Canadian Organized Labour and the Guaranteed Annual Income
Since the mid-1960s, the guaranteed annual income (GAI) has frequently been discussed as a possible solution to the problem of poverty in North America. Its salience in contemporary Canadian debates reflects both continuities and discontinuities with existing social policy. Selective social security measures (targeted at the least advantaged citizens) have always been more important in Canada’s welfare state than in those of much of western Europe.¹ The GAI, a selective policy, reflected this heritage. But the Canadian welfare state nevertheless developed a number of universal and contributory programmes during and after the Second World War, although these remained modest by
The comparative turn in Canadian political science
This volume is the first sustained attempt to describe, analyze, and assess the \"comparative turn\" in Canadian political science.

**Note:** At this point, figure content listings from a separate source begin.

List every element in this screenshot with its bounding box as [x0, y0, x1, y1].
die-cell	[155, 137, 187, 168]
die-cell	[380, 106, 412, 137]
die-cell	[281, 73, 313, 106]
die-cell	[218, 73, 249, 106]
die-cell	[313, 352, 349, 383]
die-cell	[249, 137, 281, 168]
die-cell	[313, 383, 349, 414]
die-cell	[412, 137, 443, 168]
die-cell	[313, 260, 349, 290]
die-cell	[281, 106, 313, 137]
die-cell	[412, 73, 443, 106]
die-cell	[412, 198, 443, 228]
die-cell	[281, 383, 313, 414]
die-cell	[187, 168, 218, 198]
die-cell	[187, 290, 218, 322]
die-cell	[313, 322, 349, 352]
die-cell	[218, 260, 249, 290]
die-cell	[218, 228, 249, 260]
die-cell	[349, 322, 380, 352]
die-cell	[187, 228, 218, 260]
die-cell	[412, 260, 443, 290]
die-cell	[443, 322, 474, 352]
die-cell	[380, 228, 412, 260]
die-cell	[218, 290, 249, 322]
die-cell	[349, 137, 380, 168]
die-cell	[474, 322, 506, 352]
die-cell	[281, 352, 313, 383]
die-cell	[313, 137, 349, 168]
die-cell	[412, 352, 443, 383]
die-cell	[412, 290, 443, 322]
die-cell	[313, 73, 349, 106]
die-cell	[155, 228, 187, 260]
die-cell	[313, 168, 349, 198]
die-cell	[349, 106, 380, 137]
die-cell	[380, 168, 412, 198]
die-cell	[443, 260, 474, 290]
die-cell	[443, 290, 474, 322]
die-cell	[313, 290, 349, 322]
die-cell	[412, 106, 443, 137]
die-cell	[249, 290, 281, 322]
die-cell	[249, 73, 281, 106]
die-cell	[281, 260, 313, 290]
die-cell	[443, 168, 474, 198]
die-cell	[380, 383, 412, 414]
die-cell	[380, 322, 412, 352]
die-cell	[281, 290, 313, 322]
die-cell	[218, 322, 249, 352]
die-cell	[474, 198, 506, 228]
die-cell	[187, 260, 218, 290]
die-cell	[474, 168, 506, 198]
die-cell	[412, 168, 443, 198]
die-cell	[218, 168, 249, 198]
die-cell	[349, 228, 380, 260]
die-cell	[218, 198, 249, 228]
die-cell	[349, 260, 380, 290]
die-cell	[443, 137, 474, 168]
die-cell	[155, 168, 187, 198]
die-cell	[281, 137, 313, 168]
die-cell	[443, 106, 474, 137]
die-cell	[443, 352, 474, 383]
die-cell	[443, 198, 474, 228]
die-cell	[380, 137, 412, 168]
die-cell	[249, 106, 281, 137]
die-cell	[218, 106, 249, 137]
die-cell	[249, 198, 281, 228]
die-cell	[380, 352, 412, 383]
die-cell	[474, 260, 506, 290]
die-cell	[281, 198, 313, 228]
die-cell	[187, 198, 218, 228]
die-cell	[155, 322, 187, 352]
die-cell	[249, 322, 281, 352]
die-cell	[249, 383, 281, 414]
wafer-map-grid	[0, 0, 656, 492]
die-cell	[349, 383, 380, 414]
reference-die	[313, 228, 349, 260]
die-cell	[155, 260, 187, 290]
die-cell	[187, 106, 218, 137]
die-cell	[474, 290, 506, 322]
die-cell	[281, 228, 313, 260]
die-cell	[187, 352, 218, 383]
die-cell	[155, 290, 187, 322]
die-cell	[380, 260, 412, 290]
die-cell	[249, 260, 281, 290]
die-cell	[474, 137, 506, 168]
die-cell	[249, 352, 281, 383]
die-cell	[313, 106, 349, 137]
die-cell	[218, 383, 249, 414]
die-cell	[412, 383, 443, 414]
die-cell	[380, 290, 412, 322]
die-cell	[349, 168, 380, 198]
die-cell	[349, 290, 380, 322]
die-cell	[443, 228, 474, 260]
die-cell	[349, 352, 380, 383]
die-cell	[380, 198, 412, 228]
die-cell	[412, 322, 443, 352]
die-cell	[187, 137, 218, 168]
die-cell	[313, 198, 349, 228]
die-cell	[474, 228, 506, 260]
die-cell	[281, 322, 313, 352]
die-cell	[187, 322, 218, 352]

From Corporatism to Associationalism: Linking State and Society, and Deepening Democracy, in the Canadian Polity
Canada has had less experience than most developed nations with efforts to deepen democratic accountability through formal state-society links in policy-making and implementation. Nevertheless, experiments with such mechanisms have become more common since the early 1990s. This article examines these and assesses their future prospects. Reforms have either been corporatist, implying a careful balancing of business and labour interests in arrangements that mirror those created in some Western European nations; or associational, smaller in scale and more flexible in design. The impediments to successful corporatist initiatives are substantial in Canada; they are rooted in the country’s Westminister style of parliamentarism and in a societal setting where class organizations are fragmented and organized labour relatively weak. Consequently, there has been a trend towards associational reforms in recent years, or towards corporatist initiatives that are modest in scale. With the partial exception of Quebec, only efforts of this type have had much chance of success. While even smaller scale initiatives often fail, the article argues that they address important “compatibility problems” encountered by governments in Canada today. Consequently, we are likely to see more of them in the future.